In earlier comic books, we find examples of the authors providing this help, through the ways their characters spoke, to each other and to themselves, and through the use of an omnipresent and omniscient narrator.  Some of the out of context panels we find funny now are funny because much of what the characters say or think in the panel is there to provide the reader with information that the reader may not have inferred from reading previous panels or even that very panel.

Characters provided a lot more exposition in the past than they do now.  And if characters didn’t provide it, then it was up to the narrator to help us understand what is going on, where it is going on, and when it is occurring.  Take for example the different uses of such narration from three time periods in Marvel comics, and how the narrator, who is not one of the characters, provides insight into what was happening or what the characters were thinking.

The Fantastic Four in the 1960s

The X-Men of the 1980s.

The Avengers of the 2000s.

For the Fantastic Four, the narrator provides information that increases the suspense for the reader.  For the X-Men, the narrator provides information as to what different characters are thinking and feeling, helping to create empathy for the reader.  For the Avengers, the narrator has disappeared, allowing their dialogue and the visuals to demonstrate the drama of the situation.

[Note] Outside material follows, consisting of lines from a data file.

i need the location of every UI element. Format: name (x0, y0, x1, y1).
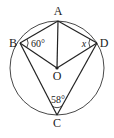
point-label-o: O (53, 69, 62, 83)
point-label-a: A (54, 4, 63, 18)
angle-arc-c (52, 106, 62, 108)
segment-ao (57, 21, 58, 68)
segment-ad (58, 21, 97, 43)
angle-arc-d (89, 39, 90, 47)
angle-arc-b (27, 39, 28, 47)
point-label-b: B (9, 36, 17, 50)
point-label-c: C (53, 116, 61, 130)
point-label-d: D (100, 36, 109, 50)
segment-do (57, 43, 97, 68)
geometry-diagram: A B D O C 60° x 58° (0, 0, 114, 138)
angle-label-b: 60° (31, 38, 45, 49)
angle-label-c: 58° (51, 94, 65, 105)
angle-label-d: x (81, 38, 87, 49)
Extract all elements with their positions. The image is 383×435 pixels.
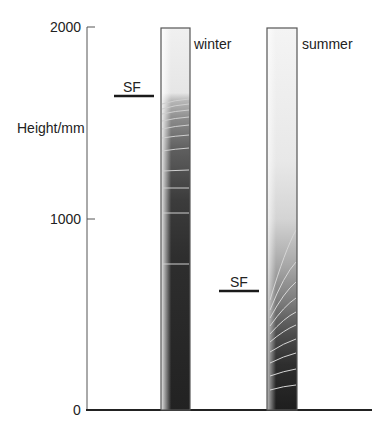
sf-winter-label: SF <box>123 79 141 95</box>
y-tick-label-0: 0 <box>73 402 81 418</box>
winter-label: winter <box>194 36 231 52</box>
summer-label: summer <box>302 36 353 52</box>
y-tick-label-2000: 2000 <box>50 19 81 35</box>
sf-summer-label: SF <box>230 274 248 290</box>
winter-column <box>161 28 190 410</box>
y-axis-label: Height/mm <box>17 120 85 136</box>
y-axis <box>87 27 95 410</box>
summer-column <box>267 28 297 410</box>
y-tick-label-1000: 1000 <box>50 211 81 227</box>
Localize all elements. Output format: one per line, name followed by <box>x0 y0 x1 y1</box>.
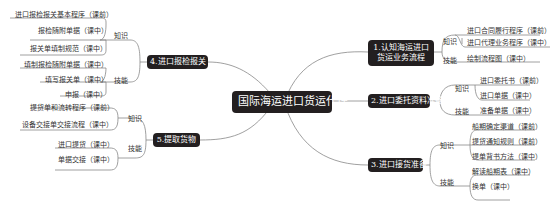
leaf-item[interactable]: 提单背书方法（课中） <box>472 152 542 162</box>
branch-node-2[interactable]: 2.进口委托资料准备 <box>368 94 430 108</box>
leaf-item[interactable]: 填写报关单（课中） <box>45 75 108 85</box>
category-skill: 技能 <box>440 177 454 187</box>
category-skill: 技能 <box>114 75 128 85</box>
leaf-item[interactable]: 船期确定渠道（课前） <box>472 122 542 132</box>
leaf-item[interactable]: 进口委托书（课前） <box>480 76 543 86</box>
leaf-item[interactable]: 进口代理业务程序（课中） <box>467 38 551 48</box>
branch-1-label-line2: 货运业务流程 <box>372 53 430 63</box>
leaf-item[interactable]: 设备交接单交接流程（课中） <box>22 120 113 130</box>
category-knowledge: 知识 <box>440 140 454 150</box>
leaf-item[interactable]: 提货单和流转程序（课前） <box>30 103 114 113</box>
branch-5-label: 5.提取货物 <box>157 135 197 144</box>
leaf-item[interactable]: 提货通知规则（课前） <box>472 137 542 147</box>
leaf-item[interactable]: 填制报检随附单据（课中） <box>24 60 108 70</box>
branch-4-label: 4.进口报检报关 <box>150 57 206 66</box>
category-knowledge: 知识 <box>455 83 469 93</box>
category-skill: 技能 <box>128 143 142 153</box>
category-knowledge: 知识 <box>128 113 142 123</box>
leaf-item[interactable]: 申报（课中） <box>65 90 107 100</box>
branch-2-label: 2.进口委托资料准备 <box>371 96 443 105</box>
branch-node-4[interactable]: 4.进口报检报关 <box>147 55 208 69</box>
branch-node-3[interactable]: 3.进口接货准备 <box>368 158 423 172</box>
leaf-item[interactable]: 解读船期表（课中） <box>472 167 535 177</box>
leaf-item[interactable]: 进口提货（课中） <box>58 140 114 150</box>
central-topic[interactable]: 国际海运进口货运代理 <box>232 91 332 113</box>
leaf-item[interactable]: 进口报检报关基本程序（课前） <box>15 10 113 20</box>
category-knowledge: 知识 <box>443 36 457 46</box>
leaf-item[interactable]: 进口单据（课中） <box>480 91 536 101</box>
branch-node-5[interactable]: 5.提取货物 <box>153 133 200 147</box>
leaf-item[interactable]: 绘制流程图（课中） <box>467 54 530 64</box>
branch-node-1[interactable]: 1.认知海运进口 货运业务流程 <box>368 40 434 66</box>
leaf-item[interactable]: 准备单据（课中） <box>480 106 536 116</box>
leaf-item[interactable]: 单据交接（课中） <box>58 155 114 165</box>
central-topic-label: 国际海运进口货运代理 <box>238 95 348 108</box>
leaf-item[interactable]: 报检随附单据（课中） <box>38 26 108 36</box>
category-knowledge: 知识 <box>114 30 128 40</box>
branch-3-label: 3.进口接货准备 <box>371 160 427 169</box>
leaf-item[interactable]: 进口合同履行程序（课前） <box>467 26 551 36</box>
branch-1-label-line1: 1.认知海运进口 <box>372 43 430 53</box>
category-skill: 技能 <box>443 55 457 65</box>
leaf-item[interactable]: 换单（课中） <box>472 182 514 192</box>
leaf-item[interactable]: 报关单填制规范（课中） <box>30 44 107 54</box>
category-skill: 技能 <box>455 106 469 116</box>
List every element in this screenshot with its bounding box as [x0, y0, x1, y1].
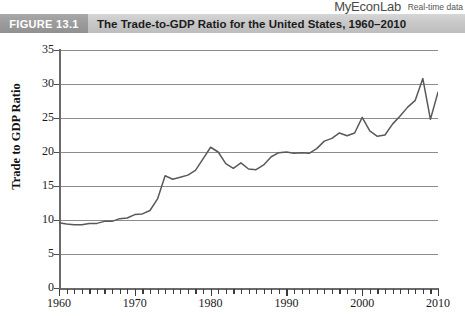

Now, all of these have different authors, and there is something to be said for different authors having different writing styles.  But these examples are also illustrations of the general trend in comics over the past six decades.  Increasingly the narrator has disappeared from comics pages; also disappearing is the preponderance of dialogue between characters or character’s inner monologue that explain what is going on.  The focus has been increasingly placed on the visuals of comic books, relying on character expressions or film style composition to relay information that previously would have required narrators, dialogue or monologue.

The lack of such text-based exposition tools perhaps also highlights that authors believe comic book readers are literate enough to understand what is happening without having to so explicitly tell them.  Many of these modern comic books are being written for fans who have grown up reading comic books, and so they know the techniques for telling stories through panels: they have the skills to read the visuals and do not need the hand-holding provided for by the text-based exposition tools.  However, this means many of today’s comics are not being written for a younger audience who many not be as skilled.

While there are still titles out there catering to a younger audience, such as the Disney titles or the ever-present Archie comics, many of today’s kids really like the superheroes they see in the movies and on television.  But it would be hard for a child to pick up a copy of today’s Avengers, X-Men or Batman and make sense of it: because of the language used, the framing of the narrative, the lack of such text-based exposition tools, and even the reliance on serialized continuity.  With the comics industry bemoaning the death of floppies and a continual drop in their overall consumer base, perhaps they should revisit the older comics for the techniques they employed for bringing in readers and helping them through the stories.

Just as long as they do not include the silly language, outdated moralities and stereotyped representations.  Some things deserve to remain in the past.